MARCH 2 — Yesterday the world marked World Seagrass Day, a day set aside to recognise one of the planet’s most productive yet frequently overlooked ecosystems.
For Malaysia, that recognition brings us closer to home, to Johor, where some of the country’s most remarkable seagrass landscapes quietly flourish.
At first impression, seagrass meadows are unassuming. There are no dramatic coral formations or sudden flashes of colour.
But if you slow your breathing and let your eyes adjust, the scene begins to unfold. Juvenile fish dart between blades. Shrimps reshape the sand. Pipefish drift in pairs, almost invisible until they move. What at first glance seems still reveals itself to be intricate and alive.
Johor stands apart in Malaysia for the scale and diversity of its seagrass ecosystems.
Off Pulau Sibu lies a continuous subtidal meadow covering nearly 13 square kilometres, the largest documented seagrass meadow in the country.
Intertidal seagrass meadow of Pulau Setindan, Johor. — Picture courtesy of Jillian Ooi
Spanning the Sibu-Tinggi and Besar islands, the Mersing coastline and the Tebrau Strait, these seagrass landscapes collectively form the greatest recorded extent in Peninsular Malaysia based on verified mapping.
This is not a scattering of small patches. It is a substantial coastal system that works hard — and one that forms an integral part of Johor’s maritime character.
In surveys conducted in Johor’s east coast island meadows, more than 1,100 individual fishes representing 86 taxa were recorded within a modest sampling area.
Many belonged to groups familiar to anyone who frequents a seafood market: emperors, goatfishes, threadfin breams and rabbitfishes.
Fish density and diversity increased where seagrass cover was higher. Where seagrass thrives, fish populations respond.
These meadows support more than fisheries; they are also among the feeding grounds of dugongs and green turtles that move through Johor’s coastal waters.
What may look like simple grass beneath the surface is, in reality, a foundation for fisheries, marine wildlife and coastal communities alike.
Down south, at the mouth of Sungai Johor where river meets sea, seagrass meadows trace the estuarine shoreline.
Cast nets rise and fall in practiced arcs. Each cast reflects knowledge shaped over years, handed down across generations who have learned where life gathers, and their nets fall where seagrass grows.
Artisanal fishing was visible in almost every meadow encountered, with fishers travelling considerable distances to reach these grounds, their repeated return a quiet measure of the habitat’s productivity.
The activity does not stop with boats. At low tide, parts of these same meadows become gathering grounds for families.
In some communities, more than half of observed gleaners were women, moving steadily across the flats in search of fish, crabs, sea cucumbers and shellfish.
Some collect to supplement household food supplies. Others come because it is what they have always done, alongside parents and grandparents before them.
Children learn to read the tide, to recognise subtle movements beneath shallow water, to distinguish edible from inedible. In these moments, seagrass is not a scientific term. It is dinner, knowledge, memory and belonging.
Yet these systems are not immune to pressure. In parts of Sungai Johor, nutrient runoff has fuelled algal growth that blankets the seabed and weakens the seagrass beneath.
In Mersing, once-dense meadows have thinned, smothered by sand loads that bury shoots faster than they can grow upward. When light is reduced or sediment becomes unstable, the meadow begins to unravel.
The consequences ripple outward to fish nurseries, gleaning grounds and the coastal communities tied to them.
For all its scale, Johor’s seagrass landscape does not guarantee security. In some areas, local communities speak quietly of meadows that have contracted over the past decade.
Safeguarding these ecosystems will require clear policies that prevent direct habitat loss and sustained efforts to improve coastal water quality.
Embedding seagrass protection within state planning would reflect the long-term thinking that has shaped Johor’s development in other sectors.
Giving seagrass the same policy attention as other natural resources would acknowledge its role in Johor’s future. Leadership here requires steady commitment.
World Seagrass Day invites us to notice what we often overlook. In Malaysia, that invitation naturally leads to Johor.
Its underwater meadows have long supported fisheries, fed families and shaped coastal knowledge across generations. Seeing them clearly is only the first step. Ensuring that they endure is the responsibility that follows.
* Associate Professor Dr Jillian Ooi is a marine scientist at Universiti Malaya and a Pew Fellow in Marine Conservation focusing on seagrass ecology and coastal conservation in Malaysia, and can be reached at [email protected]
** This is the personal opinion of the writer or publication and does not necessarily represent the views of Malay Mail.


Exactly the lines from the one containing "Locate an element on the screen. The image" through the end of the listing below are required, restated word for word and without pictures.
* * * * * * *
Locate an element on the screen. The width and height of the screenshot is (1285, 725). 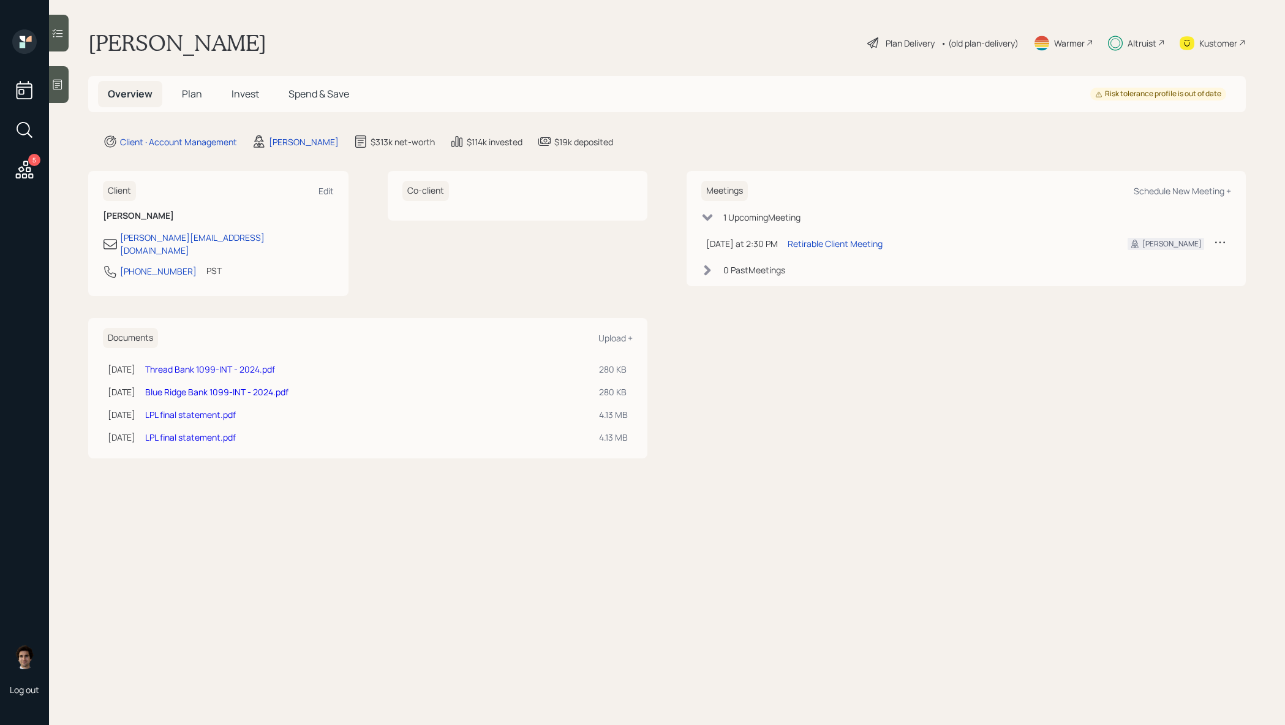
img: harrison-schaefer-headshot-2.png is located at coordinates (25, 657).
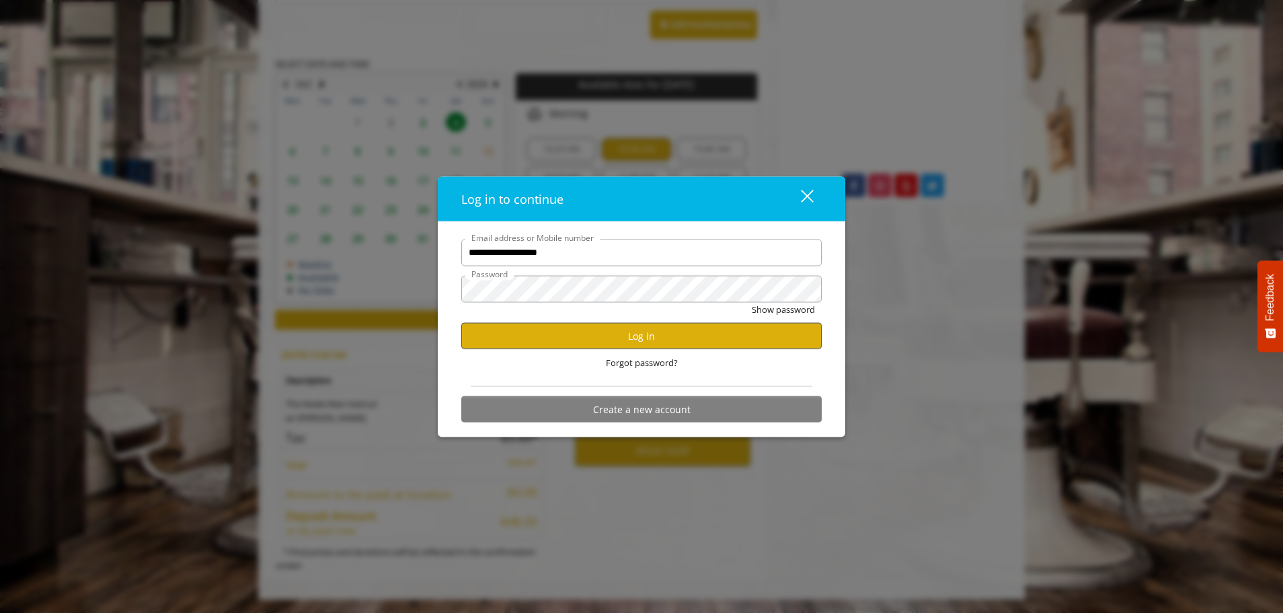  What do you see at coordinates (641, 252) in the screenshot?
I see `input: Email address or Mobile number` at bounding box center [641, 252].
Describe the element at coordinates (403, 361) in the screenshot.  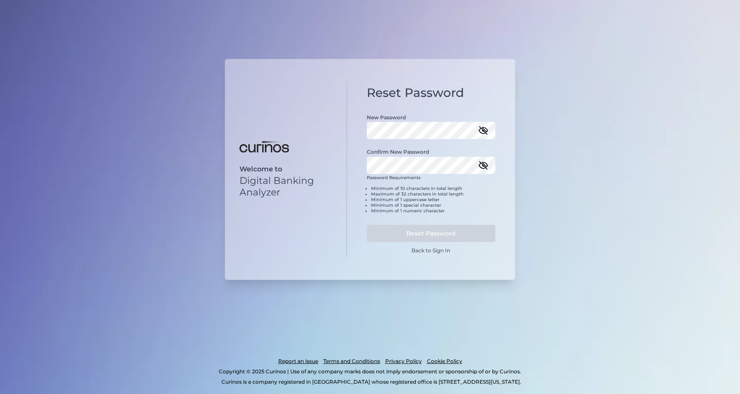
I see `a: Privacy Policy` at that location.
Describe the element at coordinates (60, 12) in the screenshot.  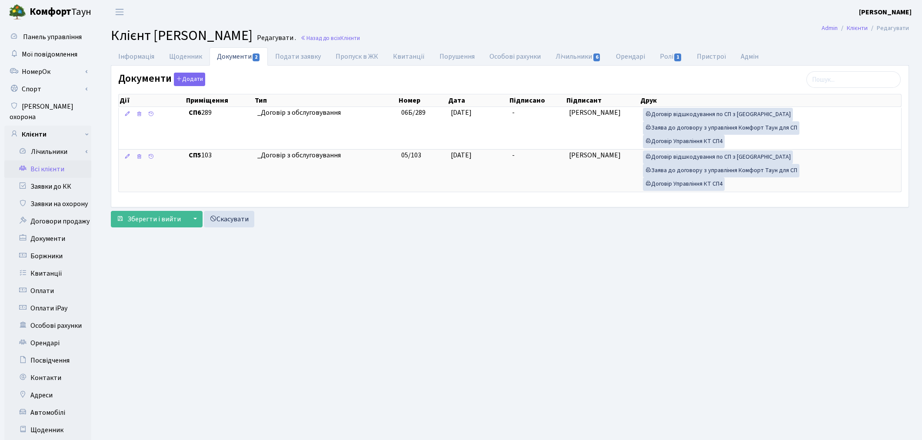
I see `span: Таун` at that location.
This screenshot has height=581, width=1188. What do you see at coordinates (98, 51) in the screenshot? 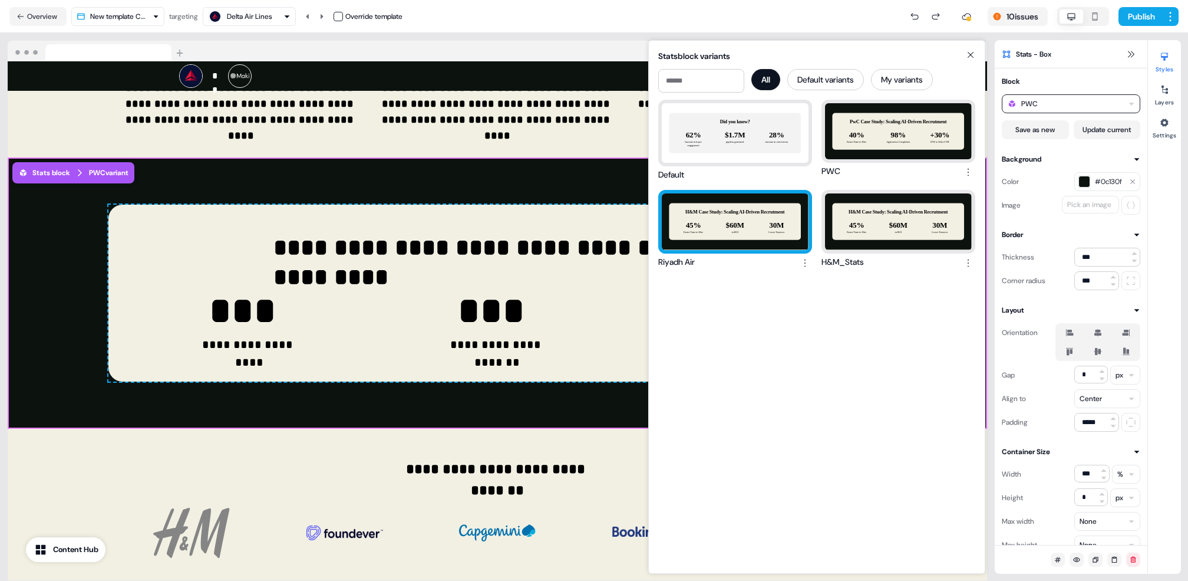
I see `img: Browser topbar` at bounding box center [98, 51].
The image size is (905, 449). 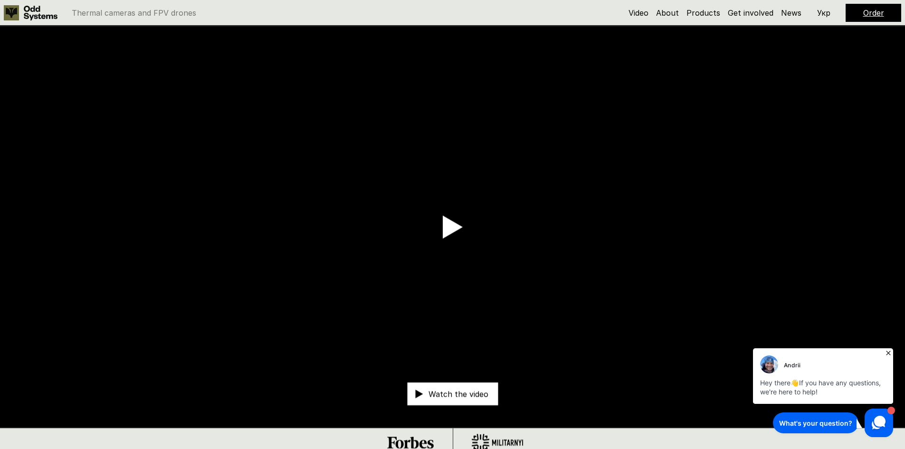 I want to click on a: Products, so click(x=703, y=13).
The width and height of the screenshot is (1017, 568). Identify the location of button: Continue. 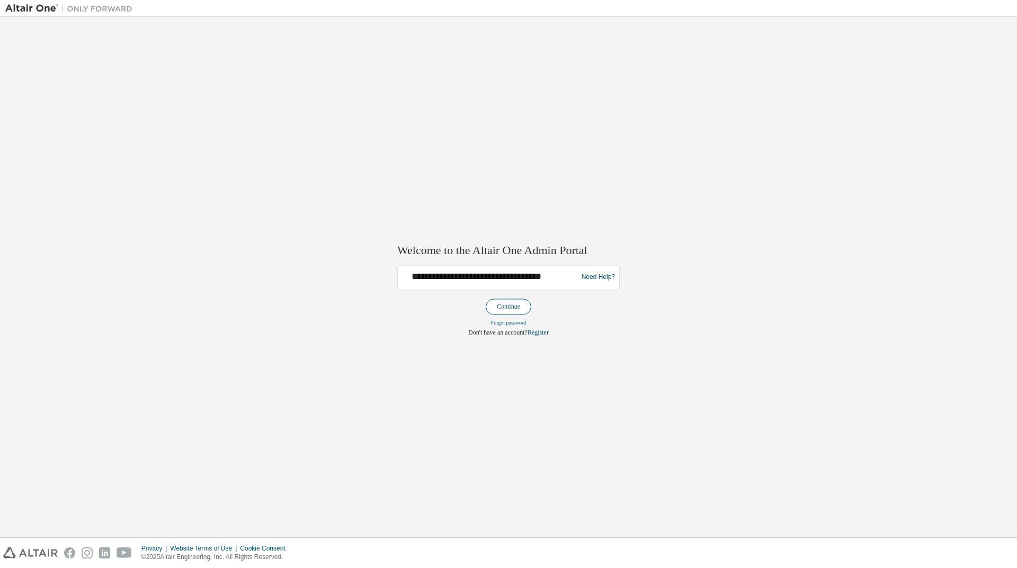
(509, 307).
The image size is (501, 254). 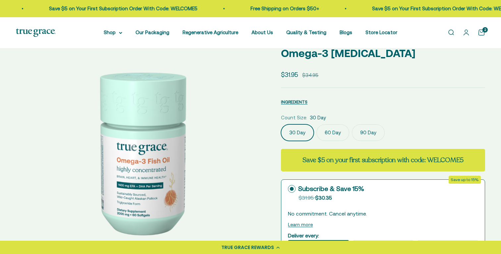 I want to click on a: Quality & Testing, so click(x=306, y=32).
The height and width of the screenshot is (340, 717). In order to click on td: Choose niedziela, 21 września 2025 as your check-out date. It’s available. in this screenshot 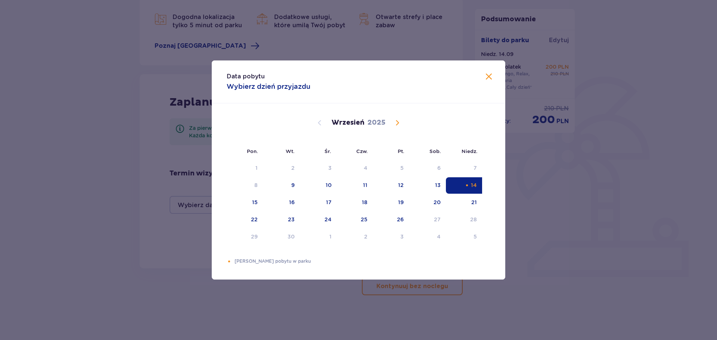, I will do `click(464, 203)`.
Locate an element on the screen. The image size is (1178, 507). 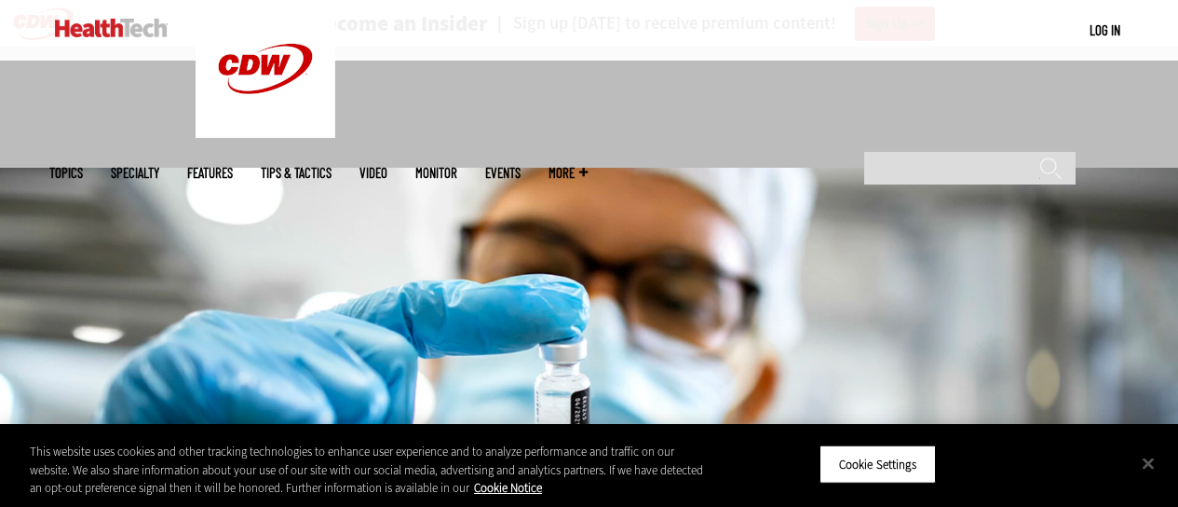
a: More information about your privacy is located at coordinates (507, 487).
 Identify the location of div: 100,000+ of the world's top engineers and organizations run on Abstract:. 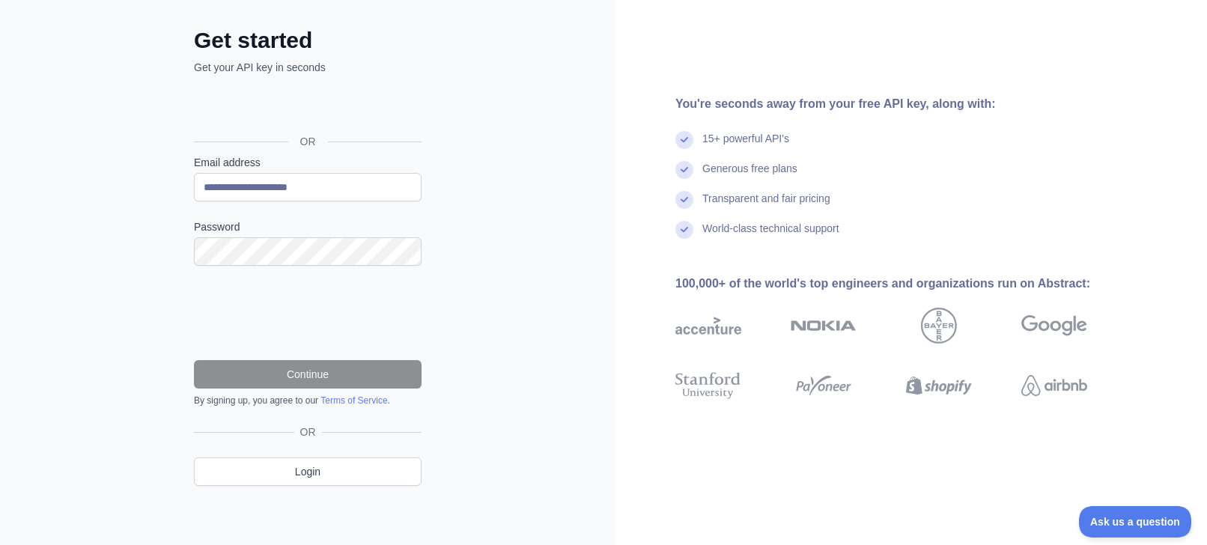
(905, 284).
* * * * * * *
Task result:
Locate an element on the screen. The image size is (1178, 507). 
a: More information about your privacy is located at coordinates (507, 487).
 Identify the location of div: 100,000+ of the world's top engineers and organizations run on Abstract:. 
(905, 284).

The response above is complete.